Not enough lawmakers show up for a vote to send the Governor recommendation on Stateville and Logan prisons

State Rep. C.D. Davidsmeyer, the other COGFA co-chair, says tours of Stateville and Logan were eye-opening. (Photo courtesy: Flickr)

By Dave Dahl

SPRINGFIELD – The latest curve in the Pritzker administration’s path toward replacing Stateville and Logan prisons is this glitch: not enough lawmakers showed up to make a quorum Friday.

Thus, the Commission on Government Forecasting and Accountability could not send the governor a recommendation – which would be non-binding, anyway.

State Sen. Dave Koehler (D-Peoria), a co-chair of COGFA, dismissed the attendance issue as a matter of people having outside lives, including one member welcoming a new grandchild. He expects the administration to move forward without an advisory recommendation from COGFA, which held hearings in Joliet Tuesday and Lincoln Thursday.
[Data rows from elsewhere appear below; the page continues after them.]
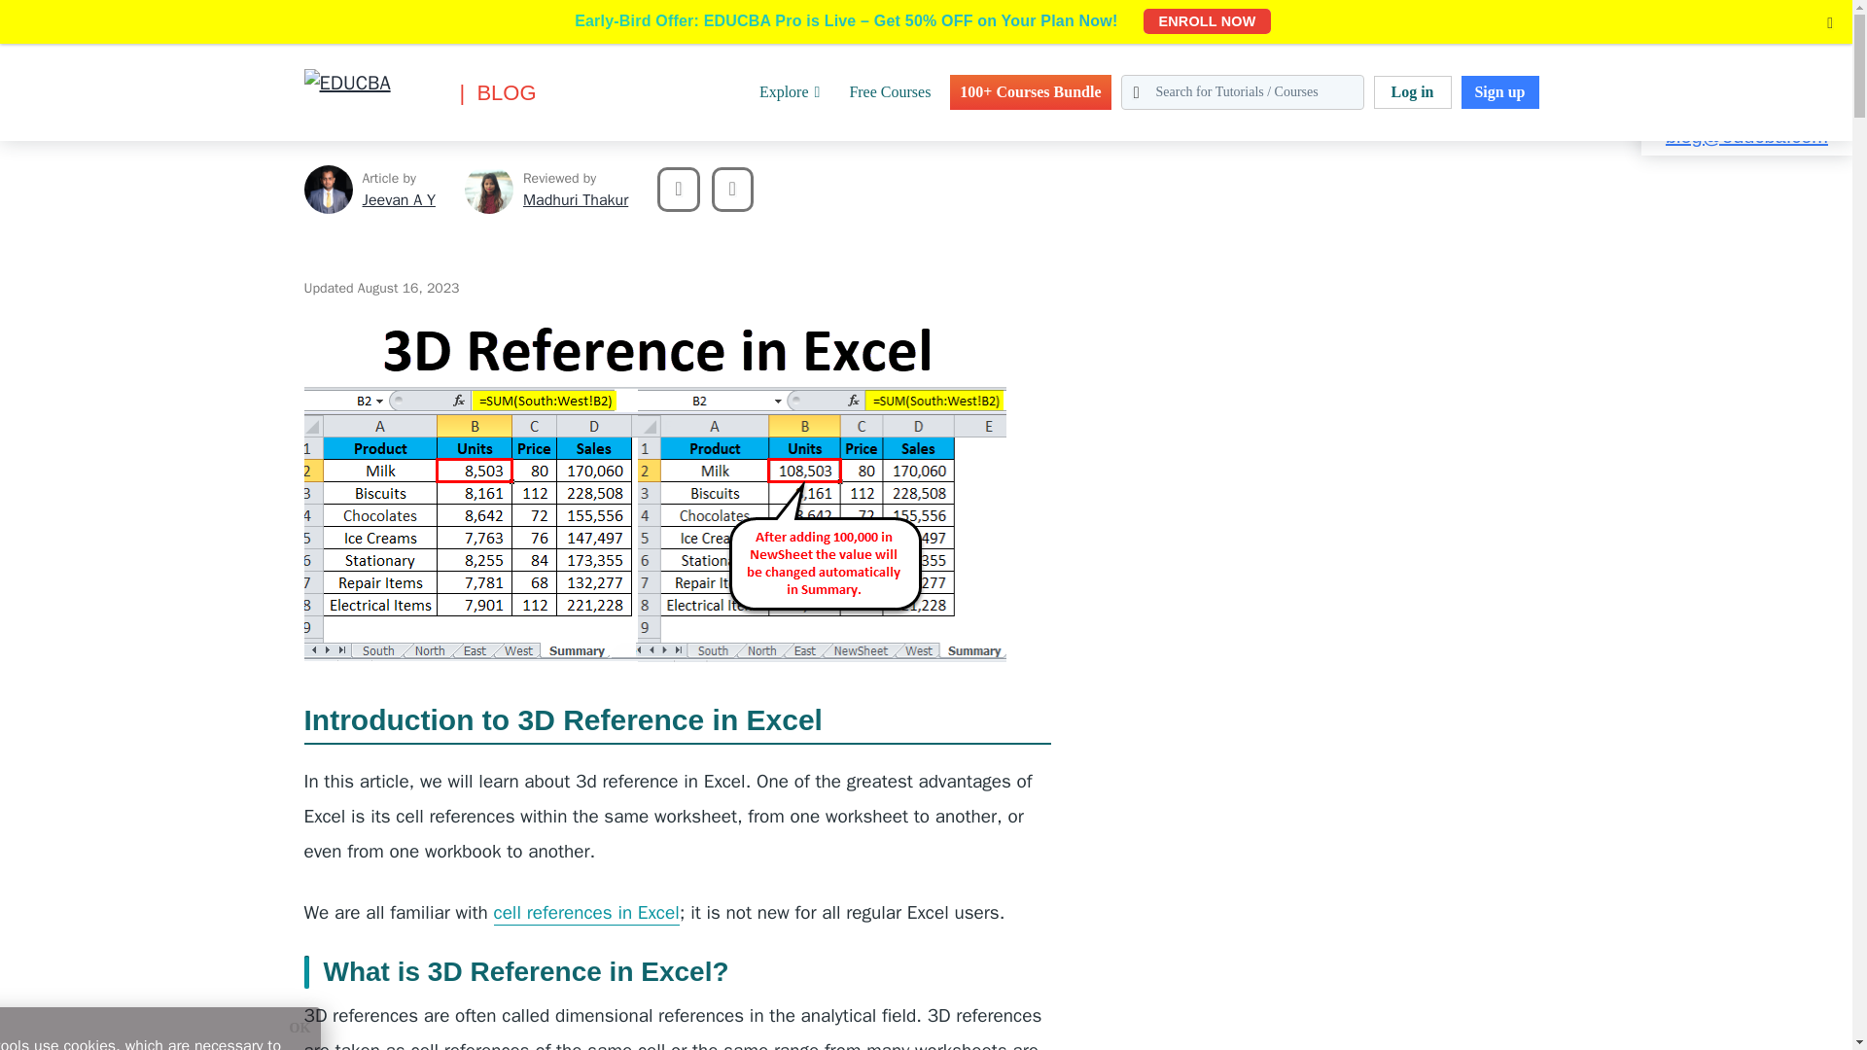 The width and height of the screenshot is (1867, 1050). I want to click on Log in, so click(1411, 91).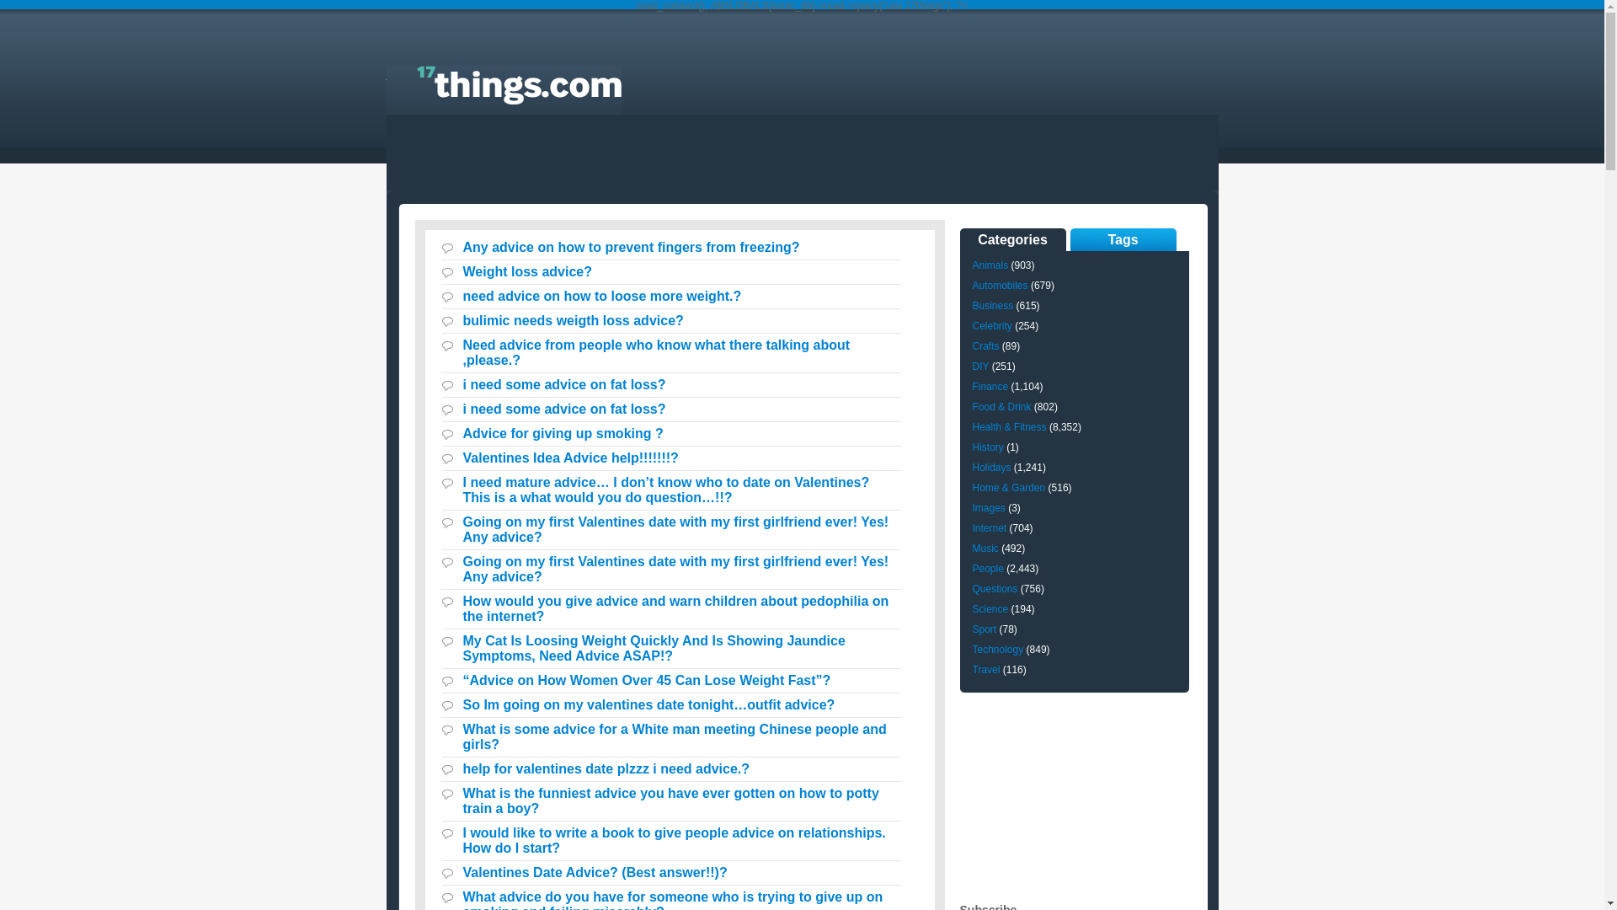 The width and height of the screenshot is (1617, 910). What do you see at coordinates (564, 409) in the screenshot?
I see `i need some advice on fat loss?` at bounding box center [564, 409].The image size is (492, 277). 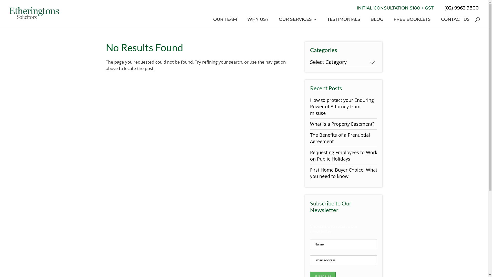 I want to click on   (02) 9963 9800 , so click(x=459, y=8).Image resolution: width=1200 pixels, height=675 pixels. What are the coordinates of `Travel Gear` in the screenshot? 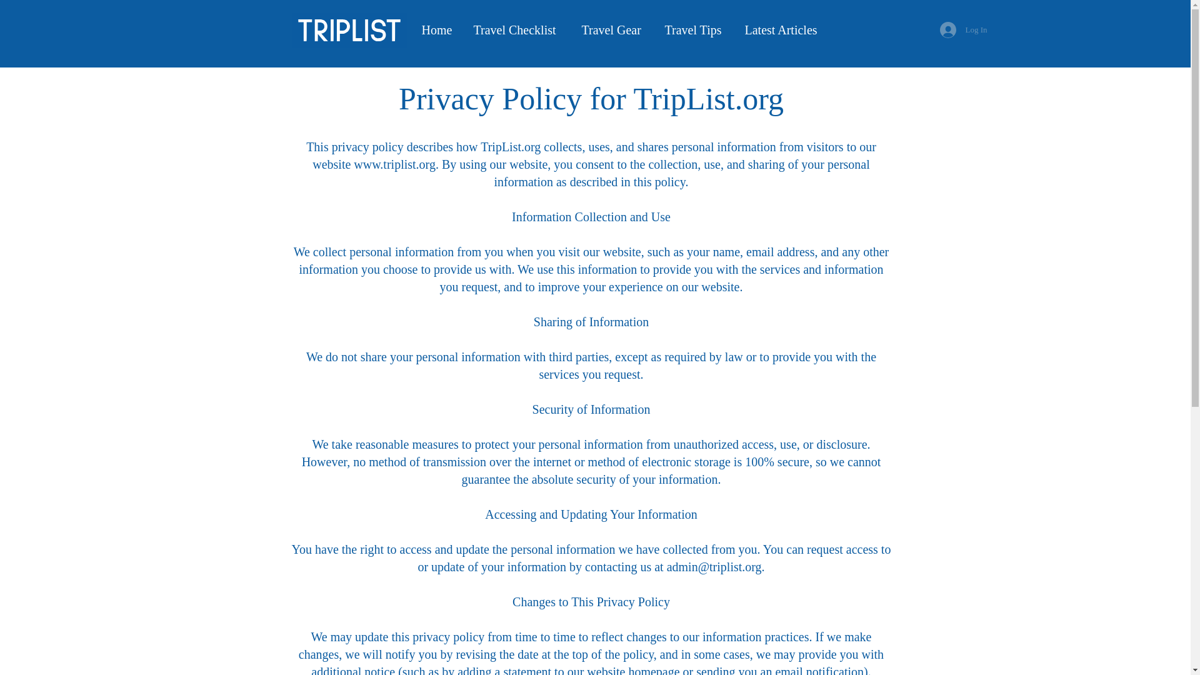 It's located at (614, 30).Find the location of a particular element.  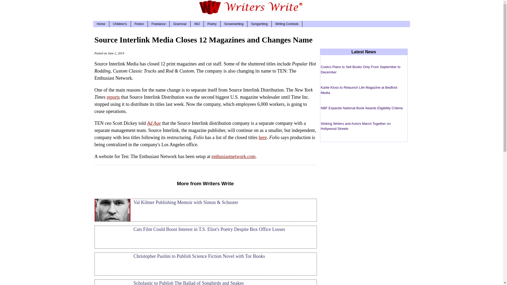

Ad Age is located at coordinates (154, 123).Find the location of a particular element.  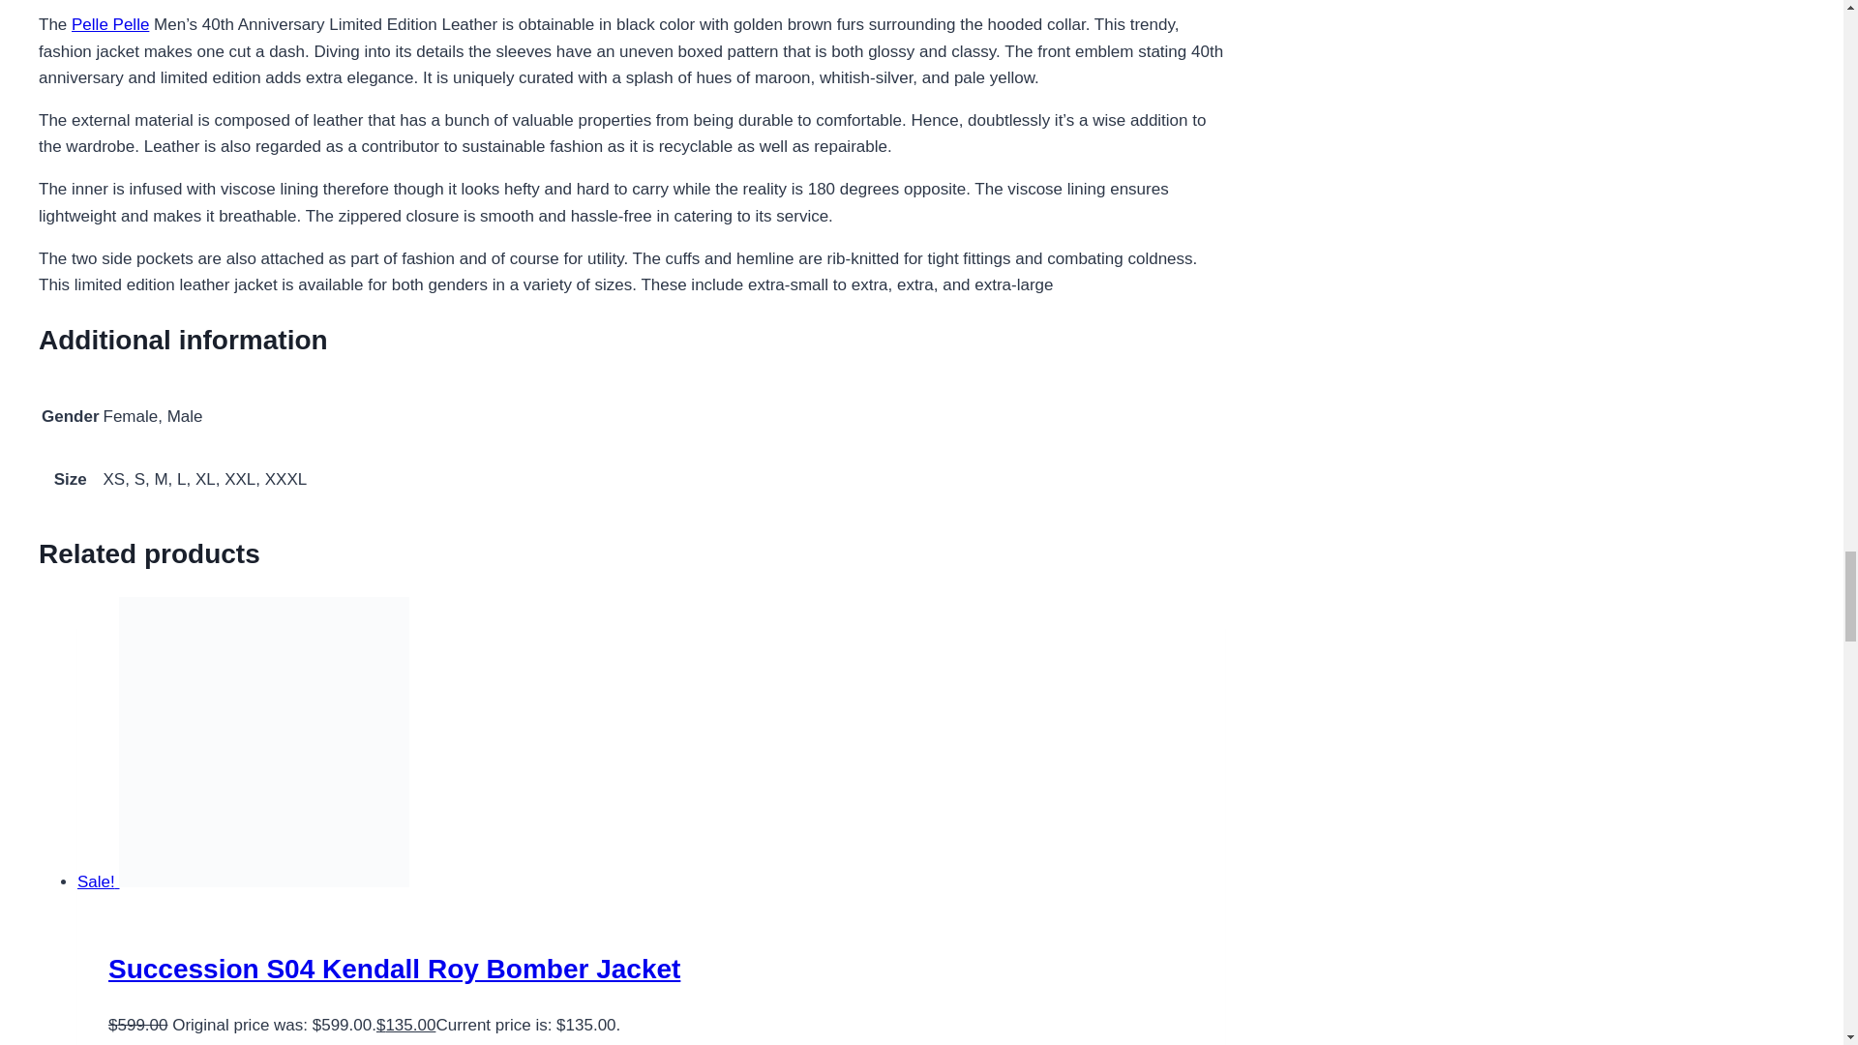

State Sen. Don DeWitte (R-St Charles) said this work should have been done while lawmakers were in session the first five months of the year. “Instead,” he said, “what we saw was another rushed process with an agency, the Department of Corrections, that has not, despite our asking, been able to provide any real detail regarding a plan.”

Koehler added that, done properly, “this becomes something that we can all get behind and that we can make Illinois kind of the model for what 21st Century corrections ought to be.”

But not even Koehler, the only Democrat attending Friday’s meeting, would jump aboard Pritzker’s agenda. “I support the concept of having new, state-of-the-art facilities,” Koehler said, “but I want to actually talk about a plan, and I want to offer to the department and to the administration that once a plan is developed, COGFA can become a very useful vehicle in disseminating that information, being transparent; we can put it on the web site.”

Dave Dahl can be reached at [email protected].